The NPCs were trying to create a spell that would stop him but in the end it only summoned champions from across different universes. Fortunately one was Kas and he knows where Vecna would be: the Cave of Shattered Reflection on the plane of Pandemonium. It is the central vortex of all chaos. So the whole group goes there to stop him, because his victory is eminent! When they arrive, the battle starts, and they are completely wiped: but before they can all finally die, one important NPC manages to fly into the vortex and break the timeline (and destroy herself). This shunts them all back to the base.
At this point Kas reveals that he had a backup plan, based on what he knows about Vecna and his plans: re-creating the Rod of Seven Parts. It is the ultimate form of Law on multiple universes, so it should be enough to stop the ritual, which is the ultimate form of chaos. However, Vecna foresaw this of course and shattered it into 7 parts, each of which was flung into various universes and timelines. The casters get together and start to research where these parts may be; they believe the NPC's sacrifice gave them enough time to put it all together before Vecna can recreate the timeline he was just in. They're trying to figure out where all the parts are; the party is free to go about this however they want, but everyone else has been severely weakened and several of their universes are crumbling. The party is from a newer universe and it hasn't been completely mined of secrets by Vecna yet, so they still have the ability go on.
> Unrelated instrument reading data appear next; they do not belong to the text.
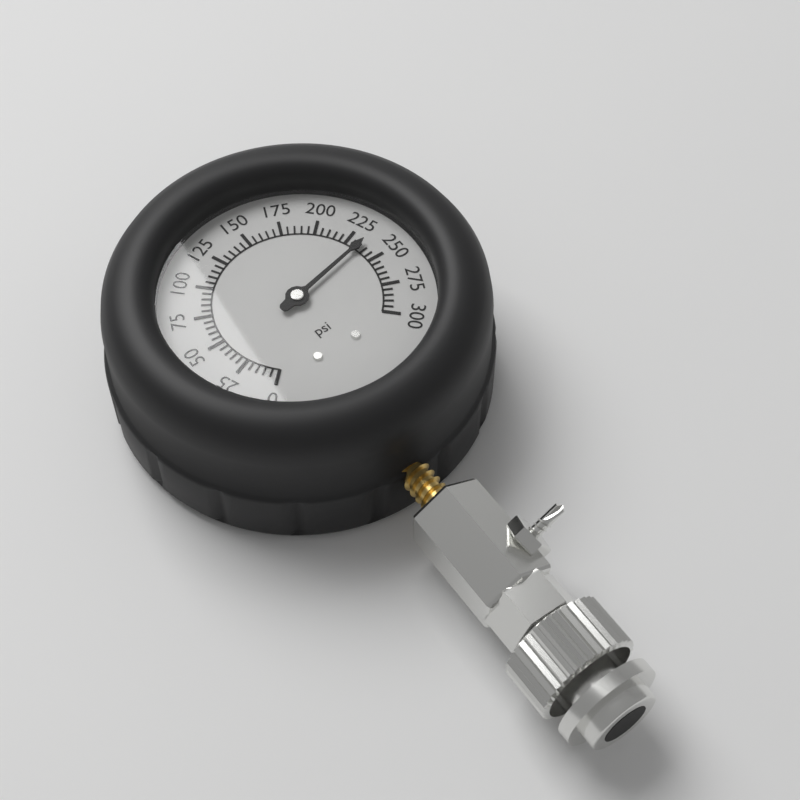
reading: 235 psi
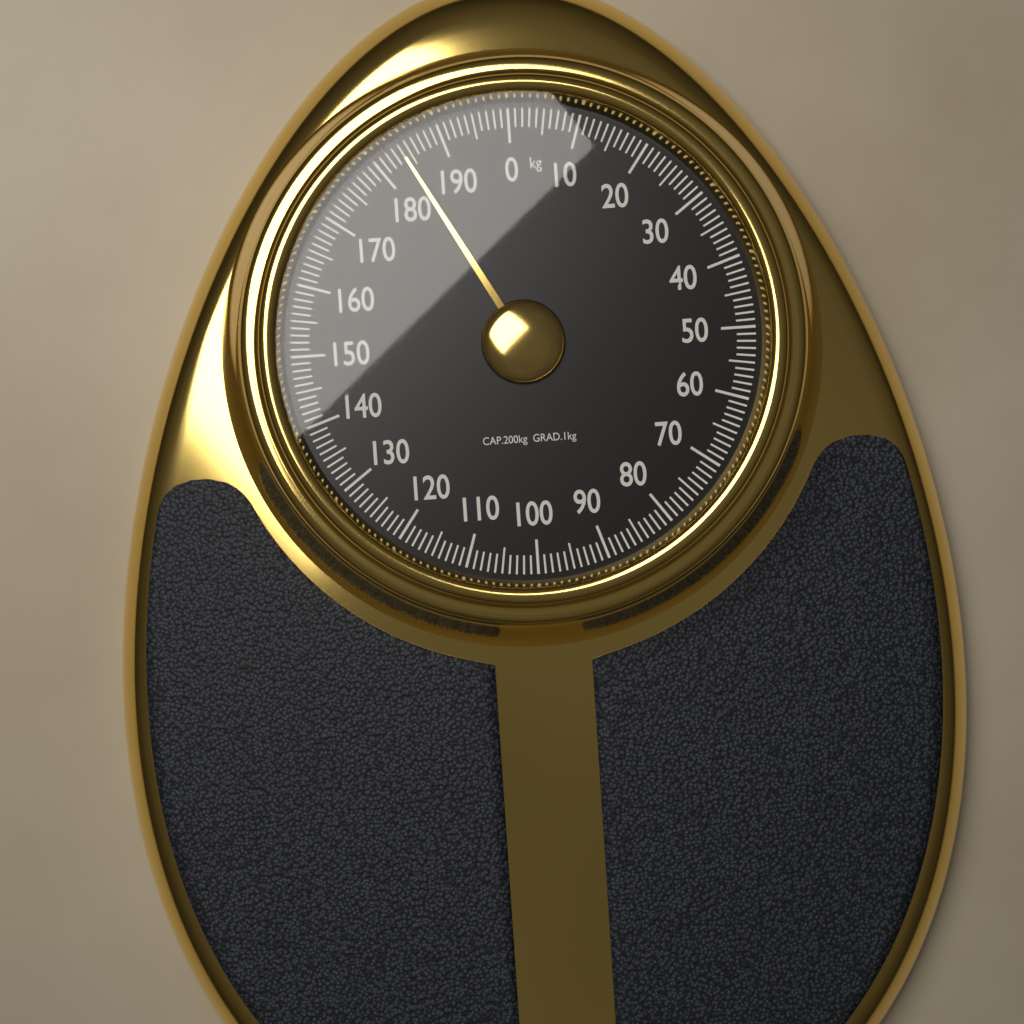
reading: 184 kg
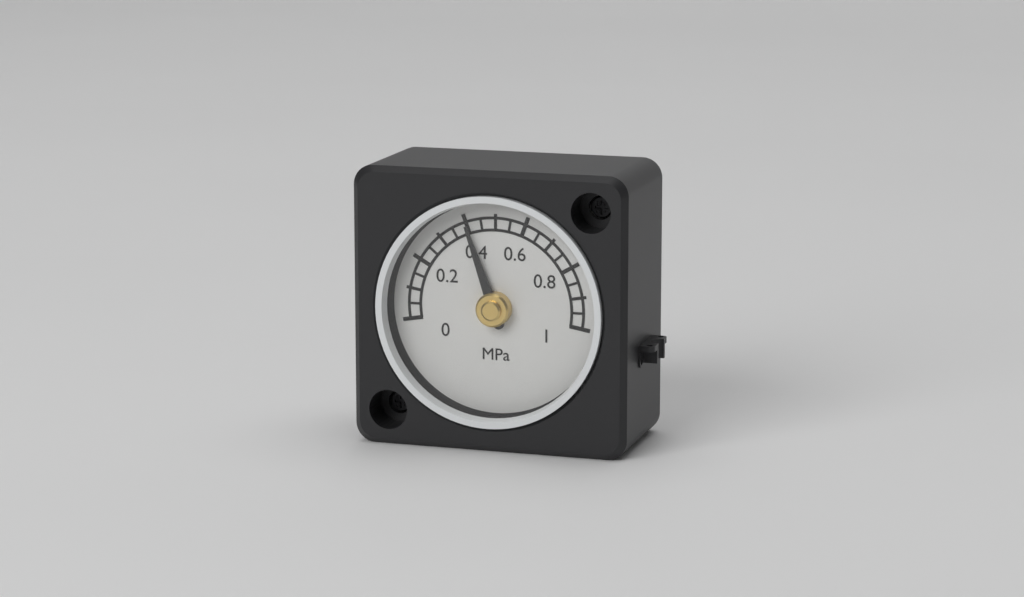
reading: 0.40 MPa
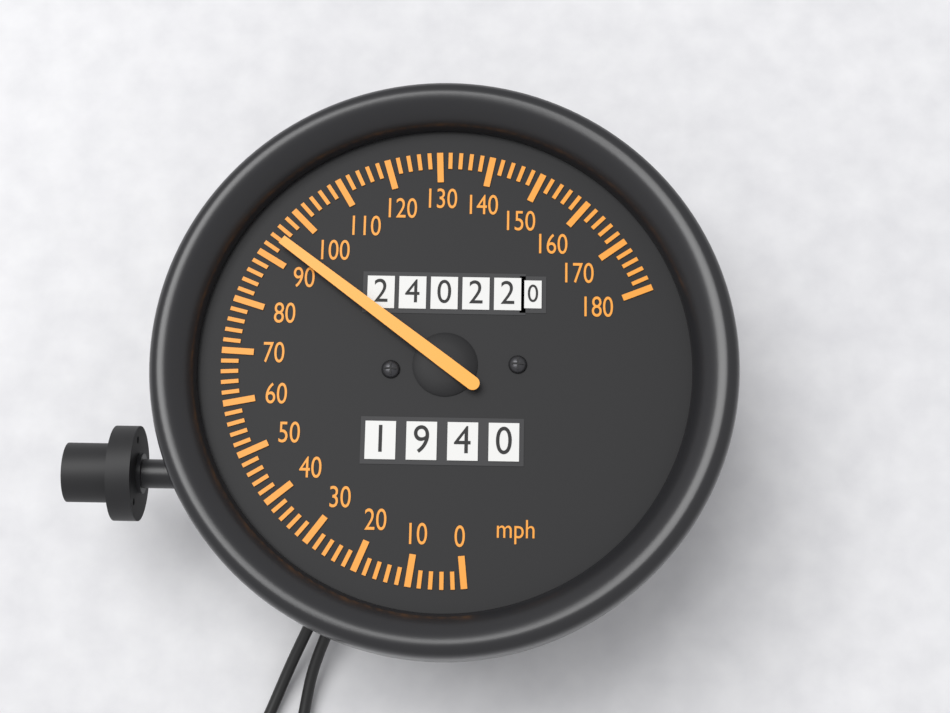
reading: 94 mph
Once the rod has been re-created, they can use the remaining bits of their combined powers to send the party back to the same point in the battle - without their help this time - and they can try to stop Vecna again.
The big problem with all this, though, is that teleportation magic has been locked down across the multiverse; Vecna has foreseen that someone might try to reassemble the parts and has stolen part of the Weave - the core of all time and existence - that aligns with conjuring. However, Tasha realizes that there's one way to travel that doesn't rely on conjuration: fey magic. Fey magic works on belief and whimsy, and not a fundamental law of the universe. She is able to use her future self to send the Witchlight carnival to their base, which can take them to all the places they need to go. They roughly choose the order, based on how their NPC allies are discovering the locations, and are occasionally ambushed while traveling by one of Vecna's incarnations that will end up shunting them into side universes from which they need to find a way out. Also, the other NPCs are gradually removed as they return to their timelines... which are fading away.
Once the party gets the rod, Kas will do his betrayal shenanigans, and once that's settled they can head back to the "final" battle. However, even beating Vecna here isn't enough: they know he'll just reform and probably try the whole thing again sometime in the future. The only way to make sure they stop him for good is to find his phylactery - and that must be located in the one place where Vecna would know it would still exist: in the universe where he is the only god. Fortunately conjuration magic has been restored, so the party can immediately head to the ultimate domain of Vecna for the REAL final showdown, and then destroy his phylactery once and for all.
It's corny and still a little railroady, but just as cinematic and much more personal. Just throwing this out into the ether for anyone who wants it!